According to the Guerbet reaction mechanism, acidic and basic properties of the catalysts are equally important.11 In recent years, zirconium oxide and its stabilized forms have received attention as active catalysts in acid–base heterogeneous catalytic processes, including Guerbet condensation, due to the tunable bifunctional acid–base properties.1215 However, it turned out that zirconia is not an effective catalyst for the ethanol-to-butanol conversion because dehydration to ethylene occurs much more readily than dehydrogenation to ethanal. It has been found that the presence of a strong Lewis surface acidity of ZrO2 directs the alcohol conversion process toward the hydrocarbon formation.16 Partial neutralization of these sites by sodium additives14,17 or modification of ZrO2 with basic oxides18 increased the selectivity toward coupling products but decreased the productivity due to an increase in the surface coverage by adsorbed intermediates.17,18

Meanwhile, another possible tool for controlling the acid–base properties of zirconium oxide is the phase composition because it was shown that various crystalline modifications of zirconia differ in acid–base characteristics. It was found that tetragonal ZrO2 is characterized by higher basicity than the stable monoclinic phase.19 This leads to differences in the catalytic activity of ZrO2 with different phase compositions. In particular, we observed such an effect when studying the methanol carboxylation over zirconia catalysts calcined at different temperatures.20 It was also confirmed for the Guerbet coupling over ZrO2–CeO2 compositions, wherein the ceria additive served as a stabilizer for the tetragonal ZrO2.21

Materials with the metastable phases of ZrO2, which are stabilized by the addition of rare earth elements are well-known. Moreover, yttria is the most commonly used additive to stabilize the tetragonal or cubic phase of zirconia.22,23 Because of a number of valuable physical properties such as high strength and resilience; chemical stability; high melting point; and ionic, electrical, and optical properties, yttria-stabilized zirconia (YSZ) is an important engineering material used in various fields of industry, energy, engineering, electronics, and medicine.2426

The catalytic properties of YSZ are caused by specific peculiarities of the electronic structure and are related to their redox and acid–base characteristics.27,28 The addition of ZrO2, a substitution cation with a lower valence than Zr4+, causes the generation of oxygen vacancies to compensate the charge. Two Y3+ ions generate one vacancy on the anionic sublattice, which determines the conductivity of O2– ions. Because of this, YSZ is widely used as a catalyst and support in various processes, in particular, oxidation, hydrogenation, amination, isomerization, and so forth.29 The efficiency of YSZ as a well-known material with an established production technology for bioethanol processing to higher alcohols can open up new prospects for the use of these materials in catalysis.

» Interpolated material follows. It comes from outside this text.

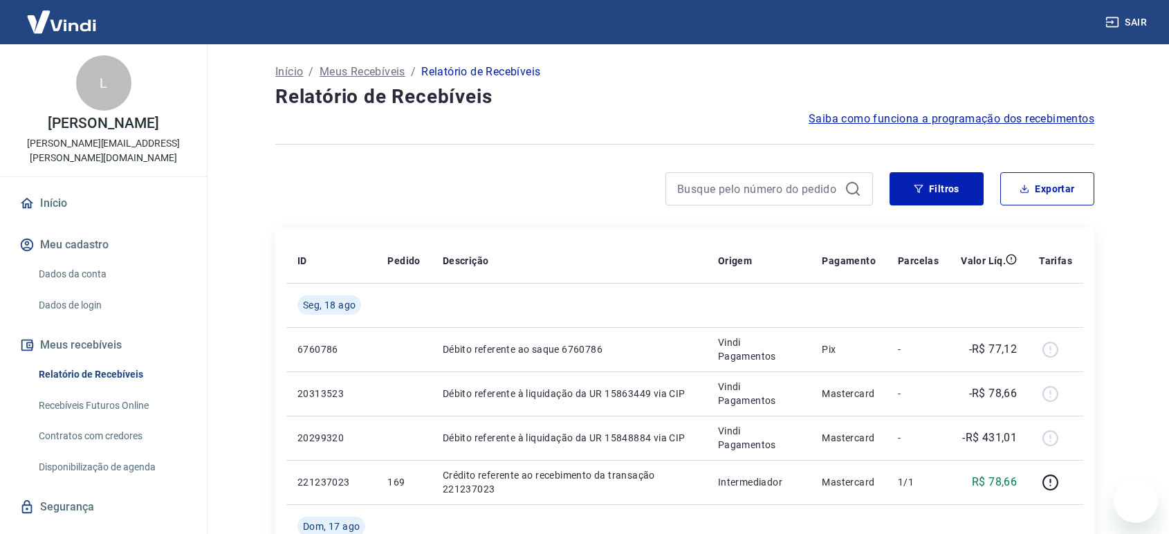 The image size is (1169, 534). I want to click on div: L, so click(104, 83).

The calcination temperature is an important factor having an effect on the phase, structural, and acid–base characteristics of oxide catalysts,30 which ultimately determines their catalytic properties. Therefore, the purpose of this work was to study the effect of the calcination temperature on acid–base and catalytic characteristics of YSZ for ethanol to n-butanol Guerbet coupling. The research objects in this work were ZrO2–Y2O3 compositions calcined at temperatures 300–900 °C. The Y2O3 content in oxide compositions was 3.4 mol % because this concentration of the additive favors the crystallization of ZrO2 mainly as a tetragonal phase.31,32

2. Results and Discussion

2.1. Structure Parameters and Phase Compositions

The X-ray diffraction (XRD) patterns of YSZ compositions are shown in Figure 1. For the YSZ 300 sample, no pronounced peaks in the XRD pattern was observed, indicating that this solid is amorphous and has too weak crystallinity to identify. Higher calcination temperatures cause the crystallization of zirconia. The increase in the calcination temperature up to 400 °C commonly results in the formation of the cubic phase of ZrO2. However, the local structure determined by the radial distribution functions of the electronic density33 for the YSZ-400 sample exhibits split coordination peaks corresponding to tetragonal distortion of the anion sublattice that was found in the YSZ-400 sample.34 YSZ 500 and YSZ 700 compositions also contain only tetragonal ZrO2. The increase in the calcination temperature of YSZ compositions up to 900 °C leads to a gradual transition from the metastable tetragonal phase of ZrO2 to the stable monoclinic one.35 Therefore, although the tetragonal phase predominates in the YSZ 900 sample, a certain amount of the monoclinic phase is also present.

Figure 1.

Figure 1

XRD patterns for YSZ compositions.

Figure 2 shows the low-temperature nitrogen adsorption–desorption isotherms for YSZ compositions. According to the Brunauer classification,36 all isotherms correspond to type IV. Capillary condensation in mesopores occurs at p/p0 > 0.5 (0.5 for YSZ 400, 0.7 for YSZ 500 and 0.8 for YSZ 900). A sharp rise in isotherms at p/p0 < 0.05 may be caused by the filling of micropores. All isotherms can be classified as type H1 accordingly to the shape of the hysteresis loop.37 H1 isotherms are typical for uniformly packed agglomerates and close in size spherical particles. The corresponding pore size distribution curves for YSZ compositions are presented in Figure 3.

Figure 2.

Figure 2

Nitrogen adsorption–desorption isotherms for YSZ compositions.

Figure 3.

Figure 3

Pore size distribution for YSZ compositions.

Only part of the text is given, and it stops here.